Cinematographer Anastas Michos recalls filming “Freedomland” with Julianne Moore and Samuel L. Jackson, whose dramatically different complexions presented a challenge when they were in the same shot. “You had Julianne Moore, who has minus pigment in her skin, and Sam, who’s a dark-skinned guy. It was a photographic challenge to bring out the undertones in both of them.”  Michos solved the problem during a phase of post-production called the digital intermediate, during which the film print is digitized, then manipulated and fine-tuned. “You’re now able to isolate specific skin tones in terms of both brightness and color,” says Michos, who also shot “Baggage Claim,” “Jumping the Broom” and “Black Nativity,” due out later this year. “It gives you a little bit more flexibility in terms of how you paint the frame.”
Daniel Patterson, who shot “Newlyweeds” on a digital Red One camera, agrees, noting that on a recent shoot for Spike Lee’s “Da Blood of Jesus,” he was able to photograph black actors of dramatically different skin tones in a nighttime interior scene using just everyday house lamps, thanks to a sophisticated digital camera. “I just changed the wattage of the bulb, used a dimmer, and I didn’t have to use any film lights. That kind of blew me away,” Patterson says. “The camera was able to hold both of them during the scene without any issues.”  The multicultural realities films increasingly reflect go hand in hand with the advent of technology that’s finally able to capture them with accuracy and sensitivity. And on the forefront of this new vanguard is cinematographer and Howard University graduate Bradford Young , the latest in a long line of Howard alums — including Ernest Dickerson, Arthur Jafa and Malik Sayeed — who throughout the 1990s deployed the means of production to bring new forms of lyricism, stylization and depth to filmed images of African Americans.  At Howard, Young says, “the question of representation was always first and foremost. . . . When bias is built into the negative, how does that affect the way we see people of color on screen? People like Ernest, Malik and A.J. [found] a sweet spot.

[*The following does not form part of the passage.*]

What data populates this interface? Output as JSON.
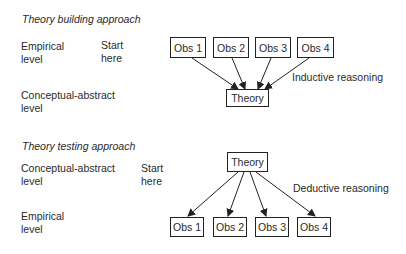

There’s always an inherent bias sitting over us. We’ve just got to climb through it and survive, and that’s what’s embodied in the cinematography.”

Whether working on film stock for Dee Rees’s “Pariah,” high-definition video for Ava DuVernay’s “Middle of Nowhere,” or with digital Red cameras for Andrew Dosunmu’s “Restless City” and “Mother of George,” Young is finding a newly rich visual language, one that’s simultaneously straightforward, soft, stylish and intimately naturalistic. His work with Dosunmu — for which Young won the Sundance cinematography award this year — is especially expressive, with the camera coming in and out of focus and often capturing the actors in moments of stillness, like works of sculpture.  “I was trying to be assertive with the imagery as flamboyant, space-age and assertive as African American textiles have been for 10,000 years,” Young explains, adding that he lit “Mother of George” to accentuate blue skin tones and illuminated scenes from above, to suggest natural sunlight. “It takes us back to Tuaregs and Niger and nomads, because the people in the film are kind of like nomads,” he says. “That’s why the top light is always so cool, and their hands are always stained with something. Because that’s what nomadic people do.”

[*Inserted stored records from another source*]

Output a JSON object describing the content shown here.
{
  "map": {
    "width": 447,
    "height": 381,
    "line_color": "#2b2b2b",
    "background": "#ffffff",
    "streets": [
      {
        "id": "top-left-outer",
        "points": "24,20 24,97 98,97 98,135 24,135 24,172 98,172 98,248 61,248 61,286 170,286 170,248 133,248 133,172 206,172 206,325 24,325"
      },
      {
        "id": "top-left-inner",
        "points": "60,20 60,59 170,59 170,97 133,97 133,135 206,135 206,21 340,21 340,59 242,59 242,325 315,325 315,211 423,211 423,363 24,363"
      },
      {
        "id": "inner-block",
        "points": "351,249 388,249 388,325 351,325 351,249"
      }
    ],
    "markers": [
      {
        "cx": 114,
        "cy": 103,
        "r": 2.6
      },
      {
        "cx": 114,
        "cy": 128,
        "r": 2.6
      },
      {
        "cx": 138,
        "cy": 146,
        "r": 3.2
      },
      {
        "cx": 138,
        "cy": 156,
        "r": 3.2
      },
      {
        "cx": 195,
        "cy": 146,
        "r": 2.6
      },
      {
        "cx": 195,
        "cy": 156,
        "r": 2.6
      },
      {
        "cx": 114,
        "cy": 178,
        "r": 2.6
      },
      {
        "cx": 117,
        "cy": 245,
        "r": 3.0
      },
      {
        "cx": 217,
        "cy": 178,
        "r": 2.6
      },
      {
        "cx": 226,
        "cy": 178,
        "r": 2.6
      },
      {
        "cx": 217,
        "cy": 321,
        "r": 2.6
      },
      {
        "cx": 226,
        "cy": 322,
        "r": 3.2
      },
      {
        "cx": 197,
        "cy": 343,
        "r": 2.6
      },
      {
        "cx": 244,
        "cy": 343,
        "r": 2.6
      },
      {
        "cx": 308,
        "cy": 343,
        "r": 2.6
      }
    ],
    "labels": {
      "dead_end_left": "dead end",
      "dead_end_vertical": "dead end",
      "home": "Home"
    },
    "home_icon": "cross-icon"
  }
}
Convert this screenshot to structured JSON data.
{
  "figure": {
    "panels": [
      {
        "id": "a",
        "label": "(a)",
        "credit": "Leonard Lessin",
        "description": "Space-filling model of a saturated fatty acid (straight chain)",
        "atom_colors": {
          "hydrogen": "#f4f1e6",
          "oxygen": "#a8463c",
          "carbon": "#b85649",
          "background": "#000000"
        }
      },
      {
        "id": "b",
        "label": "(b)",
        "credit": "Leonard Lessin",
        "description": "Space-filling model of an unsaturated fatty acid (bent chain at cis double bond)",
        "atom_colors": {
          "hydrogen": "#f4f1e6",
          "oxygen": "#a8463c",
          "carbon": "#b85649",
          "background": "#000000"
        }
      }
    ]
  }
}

Solomon Northup is a nomad as well in “12 Years a Slave,” in which he and his fellow laborers — often abused, but shown in all their physical types and tonal subtleties — stand in symbolic rebuke to a cinematic apparatus that habitually ignored or despised them. Like their brethren in “Mother of George” and other denizens of this year’s “black new wave,” these characters are claiming aesthetic space that they’ve long been denied.  That space, at long last, seems endless: Young suggested that his next step with Dosunmu might be photographing a movie in 3-D. Having transformed the black body in a two-dimensional format, he says, “let’s work on the perception of the black body in space. Instead of having depth of field, let’s actually take control of each field.” It’s tempting to imagine that Northup and his peers would agree — literally, metaphorically and, not least of all, cinematically.